With evil oil companies posting record quarterly profits and gas prices near record highs, talking points from both the left and the right are flooding the airwaves. Conservation vs. exploration, ANWAR and Halliburton…blah blah blah.
Some states are implimenting price caps and some politicians have gone so far as to propose windfall profits taxes (a la 1970’s) to punish those evil oil companies. The assumption here of course is that Halliburton and Cheney’s buddies are screwing the poor innocent consumer, forcing them to choose between perscription drugs and gas.
But who’s screwing who here? Let’s take a look at who is really profiting. This little fact is going to shock you:
Federal, State and Local governments have collected far more revenue from gas taxes than the largest U.S. oil companies have collectively earned in domestic profits.
since 1977, there have been only three years (1980, 1981, and 1982) in which domestic oil industry profits exceeded government gas tax collections. In the remaining years, gasoline tax collections consistently exceeded oil industry profits, reaching a peak in 1995 when gas tax collections outpaced industry profits by a factor of 7.3.
That’s right folks….while oil indusrty profits are skyrocketing, governments are making even more money in gas taxes. And unlike cyclical oil company earnings which rise and fall with the economy, gas tax receipts are growing at a steady pace.
between 1977 and 1985, the oil industry recorded relatively high profits—averaging nearly $33 billion per year, after adjusting for inflation. These good times were followed by ten years of relatively flat profits, averaging just $12.3 billion per year. In 1996, profits began to rise again but have been anything but stable, ranging from $9 billion to nearly $42 billion per year. Between 1977 and 2004, the industry’s domestic profits totaled $643 billion, after adjusting for inflation.
….
In contrast, federal and state taxes on gasoline production and imports have been climbing steadily since the late 1970s and now total roughly $58.4 billion. Due in part to substantial hikes in the federal gasoline excise tax in 1983, 1990, and 1993, annual tax revenues have continued to grow. Since 1977, governments collected more than $1.34 trillion, after adjusting for inflation, in gasoline tax revenues—more than twice the amount of domestic profits earned by major U.S. oil companies during the same period.
So there you have it. Governments are making more money than these evil oil companies. Yet it’s the evil oil companies that must be punished.
If our representatives in Congress really wanted to help ease the pain of gas prices, they’d cut the Federal gas tax. But that doesn’t make a sexy talking point.
Great post. Thanks for pointing this out.
Very good point!
Maybe we’ll hear more about this on tonight’s ABC News.
I’m still driving around on 89 cent compressed natural gas in my cars, but that may end soon if CNG goes up to $1.10 or more.
Kevin,
Are you kidding, or if CNG really goes up to $1.10 will it make it less economically preferable to regular gasoline? Inquiring minds want to know.
Justin
[…] No word yet on when Republican leadership plans to hold hearings on the ‘excess profits’ the Government has collected in gas taxes. […]
[…] Nevermind the fact that government makes more money than oil companies do when the gas prices are high. We don’t want to confuse their issues with the facts people. That’s just bad form. […]
Saw this article and thought I would share it with you wonderful people.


WHAT YOU HAVE TO DO
Extract from the listing each line in which the word "handle" appears.
--- START ---
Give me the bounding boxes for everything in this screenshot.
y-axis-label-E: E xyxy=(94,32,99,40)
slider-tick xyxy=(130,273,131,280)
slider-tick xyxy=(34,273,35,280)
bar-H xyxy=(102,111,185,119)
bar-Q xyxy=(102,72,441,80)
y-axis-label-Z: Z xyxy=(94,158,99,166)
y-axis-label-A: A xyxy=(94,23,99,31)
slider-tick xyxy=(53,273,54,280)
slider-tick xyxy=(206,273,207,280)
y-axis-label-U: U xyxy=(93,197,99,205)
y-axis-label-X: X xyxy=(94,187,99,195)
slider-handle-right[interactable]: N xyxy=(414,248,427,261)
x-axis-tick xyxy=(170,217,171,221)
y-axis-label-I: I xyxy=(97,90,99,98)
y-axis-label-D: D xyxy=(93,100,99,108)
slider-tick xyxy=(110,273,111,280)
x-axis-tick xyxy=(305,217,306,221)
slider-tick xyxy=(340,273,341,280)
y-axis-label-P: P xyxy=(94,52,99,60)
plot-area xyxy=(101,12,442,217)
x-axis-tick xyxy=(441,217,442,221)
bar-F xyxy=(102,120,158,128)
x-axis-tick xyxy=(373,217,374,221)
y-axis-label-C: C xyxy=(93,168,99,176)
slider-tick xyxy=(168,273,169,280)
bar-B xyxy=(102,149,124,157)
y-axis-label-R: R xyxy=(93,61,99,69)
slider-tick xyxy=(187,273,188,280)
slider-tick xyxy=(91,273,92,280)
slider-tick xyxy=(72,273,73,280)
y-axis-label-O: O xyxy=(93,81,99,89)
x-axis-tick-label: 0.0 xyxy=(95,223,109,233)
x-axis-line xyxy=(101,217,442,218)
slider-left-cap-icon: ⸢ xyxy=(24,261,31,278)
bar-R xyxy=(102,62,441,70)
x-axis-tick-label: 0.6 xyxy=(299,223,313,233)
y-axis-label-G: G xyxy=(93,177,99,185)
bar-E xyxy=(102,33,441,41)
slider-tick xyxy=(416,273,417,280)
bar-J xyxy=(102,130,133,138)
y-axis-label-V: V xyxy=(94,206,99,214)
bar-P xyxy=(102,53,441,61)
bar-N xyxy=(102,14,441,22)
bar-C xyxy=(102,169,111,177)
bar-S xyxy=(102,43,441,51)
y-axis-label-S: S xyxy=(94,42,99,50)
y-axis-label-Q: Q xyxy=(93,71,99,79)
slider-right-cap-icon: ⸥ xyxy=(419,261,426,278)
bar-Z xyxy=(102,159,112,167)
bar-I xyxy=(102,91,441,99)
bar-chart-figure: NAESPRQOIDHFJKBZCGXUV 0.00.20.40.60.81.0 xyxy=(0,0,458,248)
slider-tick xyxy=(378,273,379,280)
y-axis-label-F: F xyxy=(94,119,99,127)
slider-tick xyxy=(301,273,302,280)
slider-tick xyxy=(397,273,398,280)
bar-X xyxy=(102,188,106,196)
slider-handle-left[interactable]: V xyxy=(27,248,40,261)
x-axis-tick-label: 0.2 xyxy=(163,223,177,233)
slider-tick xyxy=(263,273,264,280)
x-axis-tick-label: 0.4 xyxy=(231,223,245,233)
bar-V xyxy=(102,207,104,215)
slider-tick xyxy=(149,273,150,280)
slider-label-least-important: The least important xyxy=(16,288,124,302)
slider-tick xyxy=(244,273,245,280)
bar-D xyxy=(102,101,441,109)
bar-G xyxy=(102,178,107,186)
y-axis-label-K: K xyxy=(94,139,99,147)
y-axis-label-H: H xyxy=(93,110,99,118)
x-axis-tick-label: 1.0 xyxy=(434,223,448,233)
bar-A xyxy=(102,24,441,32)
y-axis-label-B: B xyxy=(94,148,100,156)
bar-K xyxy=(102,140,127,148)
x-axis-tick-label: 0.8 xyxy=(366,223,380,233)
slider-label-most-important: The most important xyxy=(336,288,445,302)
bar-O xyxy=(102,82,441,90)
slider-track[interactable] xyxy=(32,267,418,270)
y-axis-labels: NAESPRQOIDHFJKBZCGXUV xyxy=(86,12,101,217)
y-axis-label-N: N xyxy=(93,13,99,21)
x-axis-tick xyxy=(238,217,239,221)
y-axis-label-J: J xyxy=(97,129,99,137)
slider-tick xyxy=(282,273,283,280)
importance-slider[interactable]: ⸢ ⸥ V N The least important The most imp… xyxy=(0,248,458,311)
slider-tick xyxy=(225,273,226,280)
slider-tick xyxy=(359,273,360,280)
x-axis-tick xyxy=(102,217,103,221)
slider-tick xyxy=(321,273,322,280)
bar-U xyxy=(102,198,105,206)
--- END ---
WRITTEN ANSWER
slider-handle-right[interactable]: N xyxy=(414,248,427,261)
slider-handle-left[interactable]: V xyxy=(27,248,40,261)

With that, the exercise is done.